In his seminal Soundworks (2020), Reed offers a genealogy of black sound—through Frederick Douglass, W. E. B. Du Bois, and Zora Neale Hurston—that participated in these world-making poetics:
Ideas about black sound tend to be proxies for thinking about black community, enabling the idea of a coherent, singular slave culture [Douglass]; a notion of centrality to the nation built on the exclusion and enslavement of blackness [Du Bois]; and a set of practices indexed to alternative social structures whose relationship to nation is uncertain [Hurston]. (39)

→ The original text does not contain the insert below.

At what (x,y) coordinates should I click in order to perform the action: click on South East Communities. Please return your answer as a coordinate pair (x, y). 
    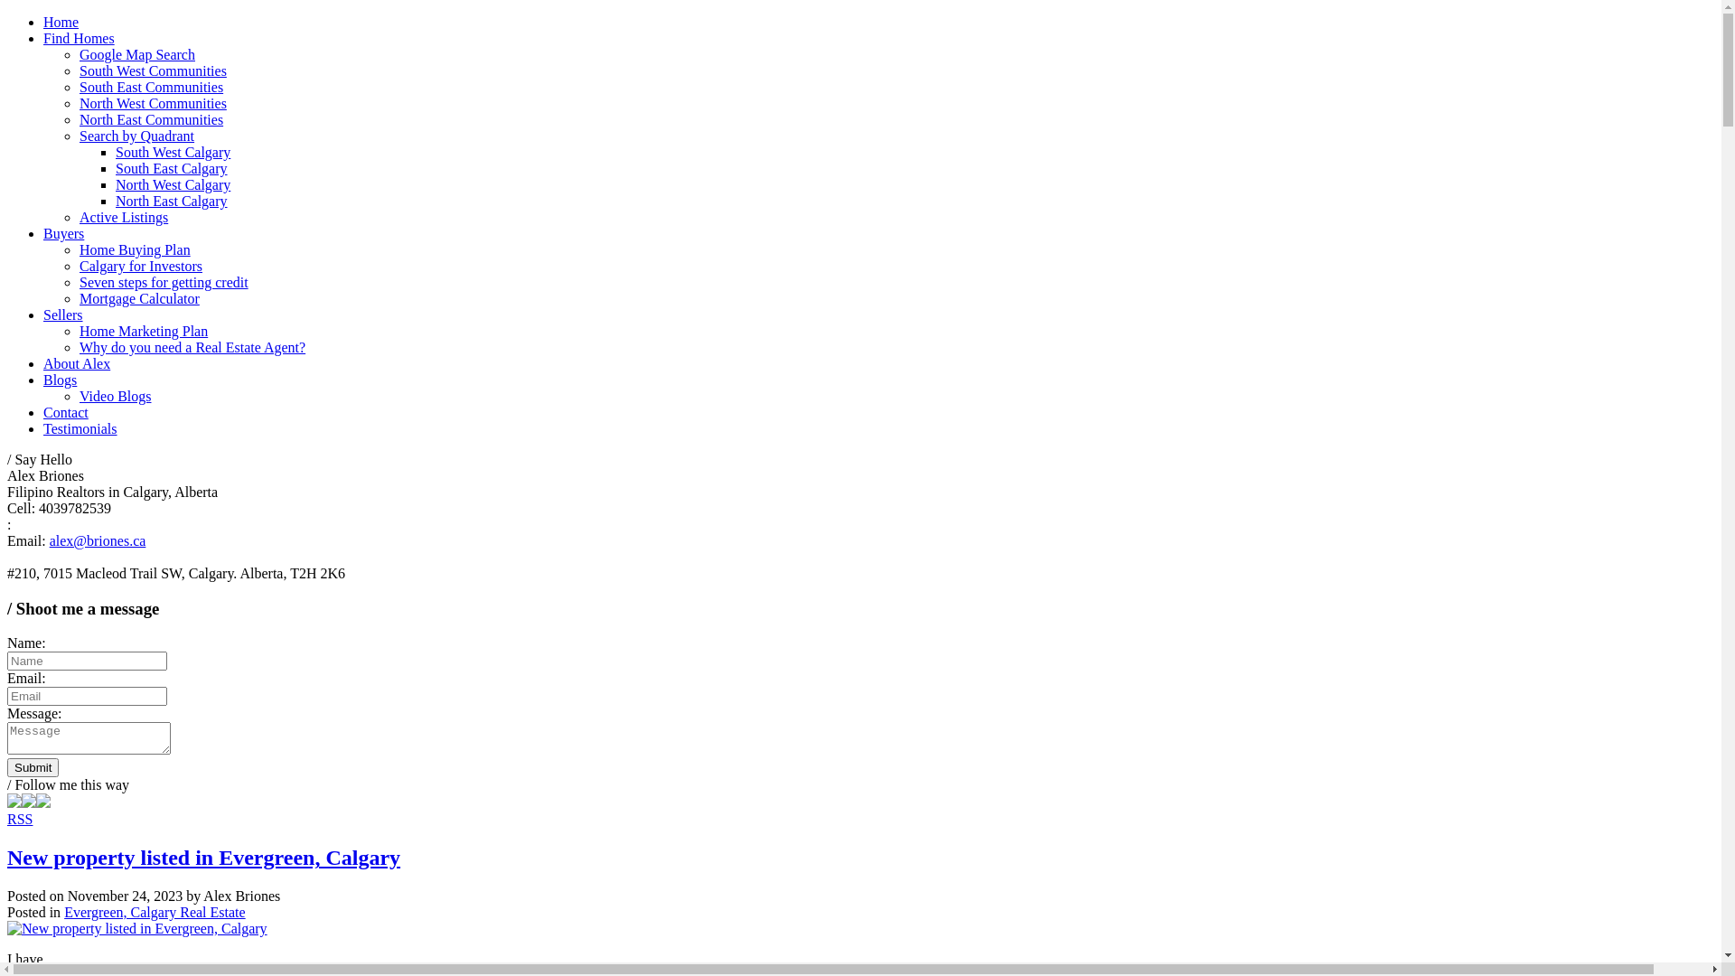
    Looking at the image, I should click on (151, 87).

In extending this genealogy to figures like Amiri Baraka, Albert Ayler, and Matana Roberts, Reed also extends these theories of sound beyond notions of authenticity, nationhood, and technique and into a “media concept” (26). One might be tempted to immediately subsume Lorde's performance practice into this genealogy, but it is important to remember that Lorde's position in the history of black performance—and especially of the Black Arts movement—was always fraught because she questioned its default heterosexuality and worshipping of male mastery: you would never find a Coltrane poem in her oeuvre. Situating Lorde's sonic texts within and against this genealogy of black sound moves us into the media histories and performance cultures in late-twentieth-century feminisms, ones that challenged patriarchal and heteronormative communal structures through poetry readings, sound recordings, radio broadcasts, and public workshops. Unlike her predecessor Angelina Weld Grimké or even her distant mentor Langston Hughes, both of whom never revealed their sexuality, Lorde wanted everyone to hear the many shades of her voice: “We [Hughes, Grimké, and Lorde] were lost to each other. Well, I don't want that to happen. If there's anyone [to hear] the sound of my voice I want them to know who I am” (Abod 25:25). What Lorde offers this tradition of black soundwork is a poetics of queer embodiment: her performances made questions of gender, sexuality, and race inseparable from the question sound.